Last week the theme was motivation. Exercise-reluctant me went “great, another way to engage with feeling fit and well.” Given the volume of snow that has fallen in the region, being motivated to do anything can be a struggle.

As we started in our first pose, the Butterfly, my mind mimicked the moves of the namesake insect. My thoughts went flitting from one flower to another, thinking briefly on the myriad of things I have to do in the run of a day and also my week.

As we shifted into the next pose, I realized the yogi had also shifted her focus. This whole class was about motivating ourselves to respect rest, to be motivated to embrace its power to heal and energize.

I’ve been looking at sleep and rest for a while now. I’ve written about it here with respect to tracking tools. There’s also some solid research looking at the links between sleep deprivation and increased rates of obesity, diabetes, heart disease and depression.

But I had never really thought about motivating myself to rest. In this class, I came up against some of my resistance to rest especially when ill, or over extended. There is a tendency to expect women to push through whatever ails them.

Part of my issue is that I often see sleep or naps (as much as I love them!) as time lost, as time away from getting the things that matter done, instead of seeing rest as something that is really important, in and of itself.

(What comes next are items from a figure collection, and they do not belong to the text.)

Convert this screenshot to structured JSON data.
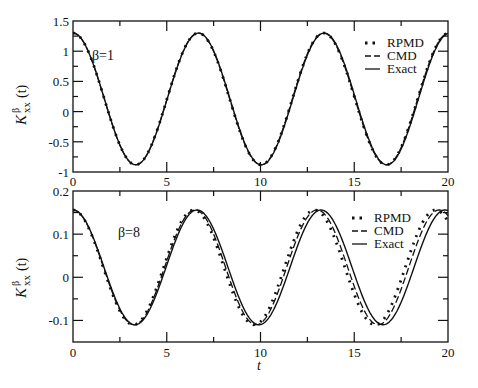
{
  "figure": {
    "xlabel": "t",
    "ylabel_main": "K",
    "ylabel_sup": "β",
    "ylabel_sub": "xx",
    "ylabel_arg": "(t)"
  },
  "chart_data": [
    {
      "type": "line",
      "panel": "top",
      "annotation": "β=1",
      "xlim": [
        0,
        20
      ],
      "ylim": [
        -1,
        1.5
      ],
      "xticks": [
        "0",
        "5",
        "10",
        "15",
        "20"
      ],
      "yticks": [
        "-1",
        "-0.5",
        "0",
        "0.5",
        "1",
        "1.5"
      ],
      "legend": [
        "RPMD",
        "CMD",
        "Exact"
      ],
      "legend_position": "upper right",
      "grid": false,
      "model": {
        "mean": 0.21,
        "amp": 1.09,
        "omega": 0.94
      },
      "series": [
        {
          "name": "RPMD",
          "style": "dotted",
          "omega": 0.94,
          "phase": 0.0
        },
        {
          "name": "CMD",
          "style": "dashed",
          "omega": 0.94,
          "phase": 0.0
        },
        {
          "name": "Exact",
          "style": "solid",
          "omega": 0.938,
          "phase": 0.0
        }
      ],
      "x": [
        0,
        3.3,
        6.7,
        10.0,
        13.4,
        16.8,
        20
      ],
      "values_exact": [
        1.3,
        -0.88,
        1.3,
        -0.88,
        1.3,
        -0.88,
        1.05
      ]
    },
    {
      "type": "line",
      "panel": "bottom",
      "annotation": "β=8",
      "xlim": [
        0,
        20
      ],
      "ylim": [
        -0.15,
        0.2
      ],
      "xticks": [
        "0",
        "5",
        "10",
        "15",
        "20"
      ],
      "yticks": [
        "-0.1",
        "0",
        "0.1",
        "0.2"
      ],
      "legend": [
        "RPMD",
        "CMD",
        "Exact"
      ],
      "legend_position": "upper right",
      "grid": false,
      "model": {
        "mean": 0.023,
        "amp": 0.133,
        "omega": 0.955
      },
      "series": [
        {
          "name": "RPMD",
          "style": "dotted",
          "omega": 0.975,
          "phase": 0.0
        },
        {
          "name": "CMD",
          "style": "dashed",
          "omega": 0.965,
          "phase": 0.0
        },
        {
          "name": "Exact",
          "style": "solid",
          "omega": 0.95,
          "phase": 0.0
        }
      ],
      "x": [
        0,
        3.3,
        6.6,
        9.9,
        13.2,
        16.5,
        19.8
      ],
      "values_exact": [
        0.155,
        -0.11,
        0.155,
        -0.11,
        0.155,
        -0.11,
        0.155
      ]
    }
  ]
}
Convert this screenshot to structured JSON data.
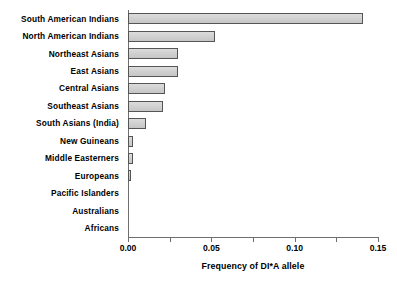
{
  "chart_data": {
    "type": "bar",
    "orientation": "horizontal",
    "title": "",
    "xlabel": "Frequency of DI*A allele",
    "ylabel": "",
    "xlim": [
      0.0,
      0.15
    ],
    "xticks": [
      "0.00",
      "0.05",
      "0.10",
      "0.15"
    ],
    "xtick_values": [
      0.0,
      0.05,
      0.1,
      0.15
    ],
    "grid": false,
    "legend": null,
    "bar_fill_color": "#d2d2d2",
    "bar_edge_color": "#555555",
    "axis_color": "#6e6e6e",
    "categories": [
      "South American Indians",
      "North American Indians",
      "Northeast Asians",
      "East Asians",
      "Central Asians",
      "Southeast Asians",
      "South Asians (India)",
      "New Guineans",
      "Middle Easterners",
      "Europeans",
      "Pacific Islanders",
      "Australians",
      "Africans"
    ],
    "values": [
      0.141,
      0.052,
      0.03,
      0.03,
      0.022,
      0.021,
      0.011,
      0.003,
      0.003,
      0.002,
      0.0,
      0.0,
      0.0
    ]
  }
}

It’s a distinction that we need to make. When I look back at the last seven weeks, I realize that the yin yoga practice has become a way to give myself permission to rest, to make a space in my week where restoration is actively pursued.

We sink into poses, we rest in the slight movements or changes of position we need to achieve the tension required to support the stretch, the lengthening of ligaments, the relaxation of the fascia.

In this practice we end the session with shavasana, or corpse pose. Its purpose is to remove any tiredness resulting from the effort of getting in, stretching, and getting out of each pose and to rest in the space where our minds are calm and we no longer flit about from topic to issue, from need to crisis.

How we get into that pose is deliberate, focused on ensuring we have what we need to rest actively instead of passively. Do we have blocks to support our knees? Shall we use bolsters on which we can rest our legs? Are our heads comfortable and our necks supported appropriately? Are we warm enough?

Making rest a priority, through sleep, through naps, and even through yoga, matters not just for health but also fitness. My trainer says sleep is the best way to heal. If I want to perform better in the gym as well as in my daily life and work, rest has to become one of my big rocks.

What about you? Do you need motivation to rest? How do you achieve peace and relaxation in addition to good sleep? Tell us more in the comments.

MarthatFitat55 lives, works, plays and rests in St. John’s.

 

 

 

2 thoughts on “Motivation to rest

  1. Yesterday in a vinyasa yoga class, when the instructor asked us to set an intention, I suddenly thought, “I want to use this to prepare my body for a rest day tomorrow.” It was a new thought, so when I saw this post just now it made me think that rest is in the air!

  2. That’s great Mina. It was a big shift for me to think about rest actively.